Adyashanti in The Impact of Awakening: Excerpts From the Teachings of Adyashanti
II.
What does responsibility mean? Responsibility means not blaming anyone or anything for your situation, including yourself. Having accepted this circumstance, this event, this problem, responsibility then means the ability to have a creative response to the situation as it is now. All problems contain the seeds of opportunity, and this awareness allows you to take the moment and transform it to a better situation or thing.
Deepak Chopra in The Seven Spiritual Laws of Success: A Practical Guide to the Fulfillment of Your Dreams
III.
Investing in yourself is the most important investment you’ll ever make in your life. . . . There’s no financial investment that’ll ever match it, because if you develop more skill, more ability, more insight, more capacity, that’s what’s going to really provide economic freedom. . . . It’s those skill sets that really make that happen.

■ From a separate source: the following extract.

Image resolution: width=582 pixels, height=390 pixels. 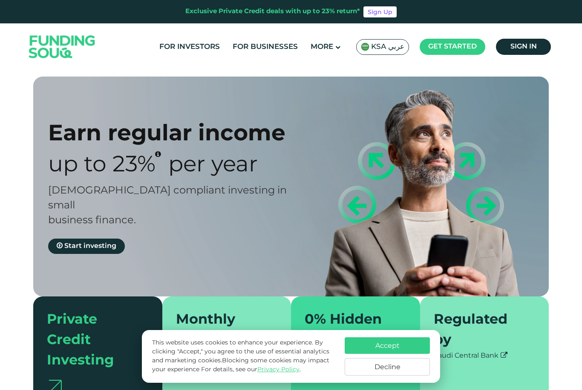 What do you see at coordinates (479, 331) in the screenshot?
I see `div: Regulated by` at bounding box center [479, 331].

Timothy Ferriss in Tools of Titans: The Tactics, Routines, and Habits of Billionaires, Icons, and World-Class Performers
Articles Worth Reading
I.
Judith Grisel | Aeon
The brain is more cart than horse. It seems increasingly likely that our inability to explain, prevent and treat substance use disorders stems from having too narrow a scope, one that myopically views the brain, as the critical causal element.
II.
Why some of the smartest people can be so very stupid
Sacha Golob | Psyche
Stupidity is a very specific cognitive failing. Crudely put, it occurs when you don’t have the right conceptual tools for the job. The result is an inability to make sense of what is happening and a resulting tendency to force phenomena into crude, distorting pigeonholes.
III.
Aaron Hirsh | Nautilus
Epidemics have a way of making one wonder about death. To put it plainly, in the raw form it takes as it first rises from our hearts: Why? Why on Earth does it have to be this way?